This post is another in my series of posts on risk adjustment. My goal in this one is to provide a high-level overview of the Affordable Care Act (ACA) Risk Adjustment Data Validation (RADV) program. In other words, an even more obscure topic than my prior post on Adjusting Risk Adjustment!
The impact of the ACA RADV program will become real for the first time in 2019, when 2018 risk adjustment transfers are adjusted based on RADV metrics from 2017. Need some coffee to keep track of that sentence!
Why RADV Matters
The process of risk adjustment transfers billions of premium dollars from issuers that enroll healthier-than-average members to issuers that enroll a sicker population. The Centers for Medicare and Medicaid Services (CMS) acts as an intermediary to facilitate the transfer of money.
These transfers depend upon complete and accurate diagnosis codes being recorded for patients. So, how do we ensure that the diagnosis codes (and demographic information) reported by health plans are complete and accurate?
This is where RADV comes in. The idea is that an independent third party will audit the diagnoses reported by a health plan for their members. Hundreds of millions of ACA medical diagnoses are generated and reported every year. It is infeasible to audit every diagnosis or medical chart. Instead, the mechanism works through a five-step process.
The Five Steps of RADV
Step 1: CMS Selects a Sample
CMS selects a small sample of members to audit - up to 200 members for each health plan issuer (or HIOS ID). The members are selected in a manner to make any findings more statistically sound. For example, most of the selected members have medical conditions (i.e. Hierarchical Condition Categories or HCCs).
Step 2: Health Plan Hires Initial Validator
The health plan hires an Initial Validation Auditor (IVA) to audit the diagnoses submitted for the sampled members in step 1.
Step 3: CMS Hires Secondary Validator
Trust but verify. The Secondary Validation Auditor (SVA) will audit the diagnoses for a subset of the members audited by the IVA. This subset might be as small as 12 members, or larger if there is too much statistical difference in the findings of the SVA vs. the IVA.
Step 4: CMS Estimates the Error
The process of estimating the error has evolved since 2016. It has landed in a place where adjustments are made conservatively and only if a health plan's error is an outlier. The current approach utilizes HCC group failure rates.
How it works:
- Over a hundred individual HCCs exist, and some can be quite rare
- HCCs are grouped into 3 groups (G1, G2, G3) with roughly a similar number of observed HCCs
- Groups range from low (G1) to high (G3) error rate based on aggregate issuer data
- Each issuer's error is computed within each of the 3 groups by comparing HCC findings to total observed HCCs
Example calculation:
- Audit uncovered 40 HCCs within G1 for the issuer
- Initially 50 observed HCCs within G1
- G1 failure rate = [1 - 40/50 = 20%]
- Compare to other issuers' G1 error rates using normal distribution
- If 20% is outside 95% confidence interval (2 standard deviations), it's an outlier
Adjustment factor:
- Calculated as the difference between the issuer's group failure rate and the average group failure rate
- If 20% is an outlier and average is 10%, adjustment factor = 10%
Member-level adjustments:
- Calculate weighted average of adjustment factor by HCC
- Example: Member with HCC30 (coeff=2.2) in G1 and HCC1 (coeff=5.3) in G2, demo=0.5
- If adjustment factor for G1=10% and G2=0%:
- Weighted adjustment = (2.2×10% + 5.3×0% + 0.5×0%) / (2.2+5.3+0.5) = 2.8%
- Original risk score: 0.5+2.2+5.3 = 8.0
- Adjusted: 8.0 × (1-2.8%) = 7.8
Step 5: CMS Applies the Error
Once adjusted risk scores are calculated for all sampled members, CMS calculates the overall error rate:
Example with 2 sampled members:
- Member 1: Risk score goes from 8.0 to 7.8
- Member 2: G2 HCCs only, no adjustment, stays at 5.0
- Error rate = (8.0+5.0) / (7.8+5.0) = 1.02%
After confirming statistical confidence through bootstrapped measurements:
Adjusted Plan Liability Risk Score (PLRS) = (1-error rate) × Original PLRS
The Broader Impact
RADV shrinks further the moving target that is the risk adjustment transfer. An issuer may not be an outlier but may still get a significant change in RA transfer due to how the risk score of other issuers in a market is impacted.
Additional Resources
- RADV Protocols (2017)
- RADV Timeline
- RADV Introduction - slides (March, 2018)
Notes: Thanks to Michael Cohen, Chia Chin, and Nicholas Shaneyfelt. Any opinions expressed do not necessarily reflect those of my colleagues or employer.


_What is being asked:_ Every line with the string "Save" in it belongs in your answer, so copy them all from the data.

_Provided data:_
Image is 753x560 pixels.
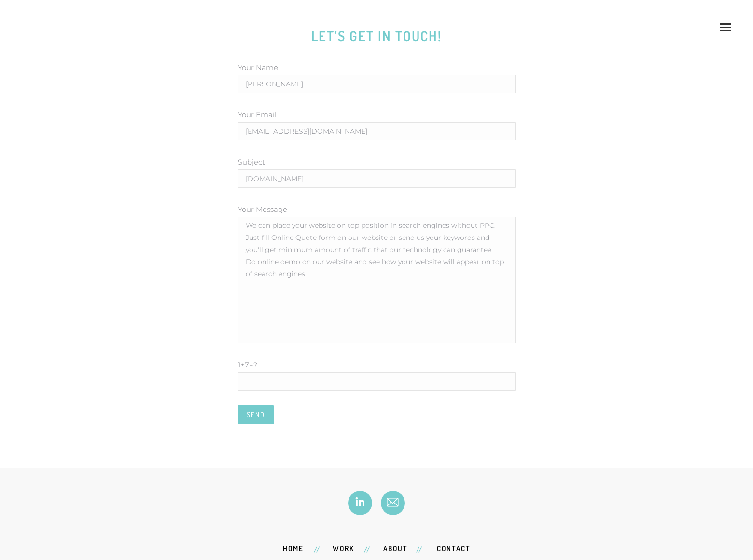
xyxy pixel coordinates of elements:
[238,60,515,424] form: Contact form
[238,122,515,141] input: Your Email
[238,217,515,343] textarea: Your Message
[238,110,515,136] label: Your Email
[381,491,405,515] a: Mail page opens in new window
[238,158,515,183] label: Subject
[348,491,372,515] a: Linkedin page opens in new window
[238,63,515,89] label: Your Name
[238,75,515,93] input: Your Name
[238,28,515,43] h3: Let’s get in touch!
[283,545,304,558] a: Home
[238,169,515,188] input: Subject
[333,545,354,553] span: Work
[437,545,471,553] a: Contact
[238,205,515,228] label: Your Message
[383,545,408,553] span: About
[238,372,515,391] input: 1+7=?
[383,545,408,558] a: About
[283,545,304,553] span: Home
[333,545,354,558] a: Work
[238,405,273,424] input: Send
[238,360,257,369] span: 1+7=?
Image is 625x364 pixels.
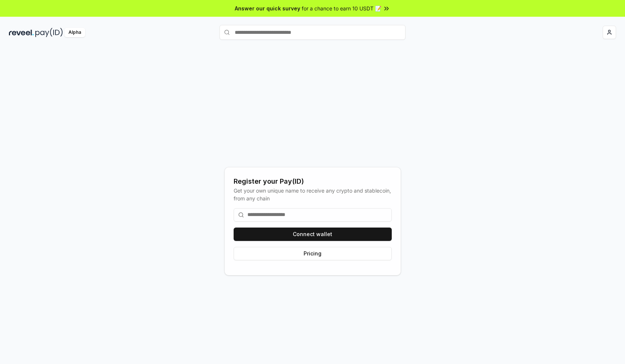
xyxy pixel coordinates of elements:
[233,187,392,202] div: Get your own unique name to receive any crypto and stablecoin, from any chain
[233,247,392,261] button: Pricing
[302,4,381,12] span: for a chance to earn 10 USDT 📝
[233,176,392,187] div: Register your Pay(ID)
[9,28,34,37] img: reveel_dark
[233,228,392,241] button: Connect wallet
[64,28,85,37] div: Alpha
[235,4,300,12] span: Answer our quick survey
[35,28,63,37] img: pay_id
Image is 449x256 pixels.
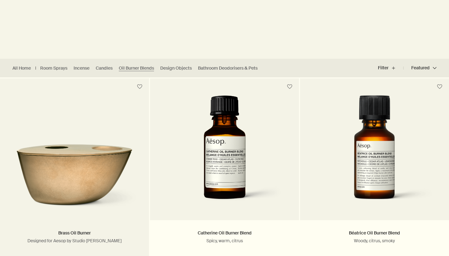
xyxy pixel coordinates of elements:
p: Woody, citrus, smoky [309,238,440,243]
a: Design Objects [160,65,192,71]
p: Spicy, warm, citrus [159,238,290,243]
a: Catherine Oil Burner Blend in amber glass bottle [150,95,299,220]
a: Brass Oil Burner [58,230,91,236]
button: Featured [404,61,437,75]
button: Filter [378,61,404,75]
a: All Home [12,65,31,71]
img: Beatrice Oil Burner Blend in amber glass bottle [315,95,434,211]
a: Candles [96,65,113,71]
img: Brass Oil Burner [9,131,140,211]
a: Beatrice Oil Burner Blend in amber glass bottle [300,95,449,220]
a: Incense [74,65,90,71]
a: Room Sprays [40,65,67,71]
button: Save to cabinet [284,81,295,92]
a: Béatrice Oil Burner Blend [349,230,400,236]
a: Oil Burner Blends [119,65,154,71]
p: Designed for Aesop by Studio [PERSON_NAME] [9,238,140,243]
a: Catherine Oil Burner Blend [198,230,252,236]
img: Catherine Oil Burner Blend in amber glass bottle [166,95,284,211]
a: Bathroom Deodorisers & Pets [198,65,258,71]
button: Save to cabinet [134,81,145,92]
button: Save to cabinet [434,81,445,92]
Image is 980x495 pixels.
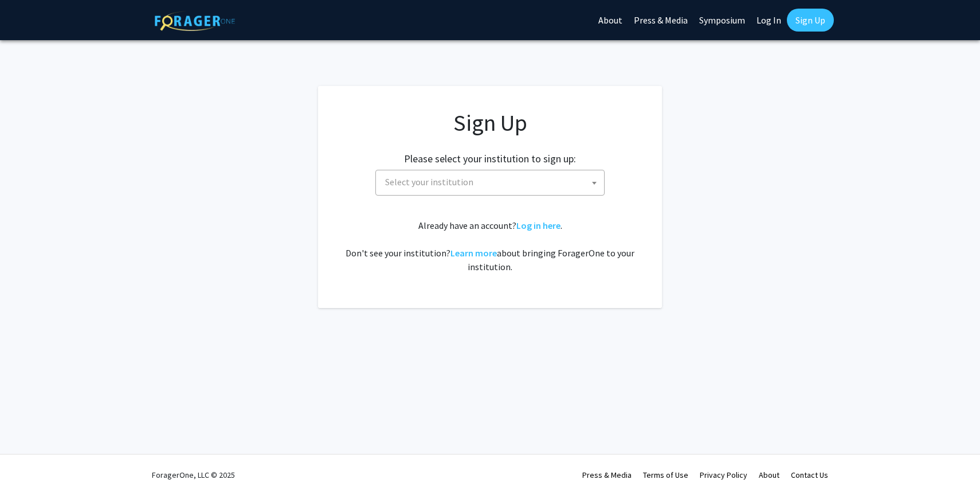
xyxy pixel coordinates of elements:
[155,11,235,31] img: ForagerOne Logo
[759,470,780,480] a: About
[152,454,235,495] div: ForagerOne, LLC © 2025
[791,470,828,480] a: Contact Us
[385,176,473,187] span: Select your institution
[583,470,632,480] a: Press & Media
[341,109,639,136] h1: Sign Up
[700,470,748,480] a: Privacy Policy
[517,219,560,231] a: Log in here
[450,247,497,259] a: Learn more about bringing ForagerOne to your institution
[643,470,688,480] a: Terms of Use
[787,8,834,32] a: Sign Up
[404,152,576,165] h2: Please select your institution to sign up:
[380,170,604,194] span: Select your institution
[376,169,605,196] span: Select your institution
[341,219,639,273] div: Already have an account? . Don't see your institution? about bringing ForagerOne to your institut...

_Response:_
button: Save to cabinet [284,81,295,92]
button: Save to cabinet [134,81,145,92]
button: Save to cabinet [434,81,445,92]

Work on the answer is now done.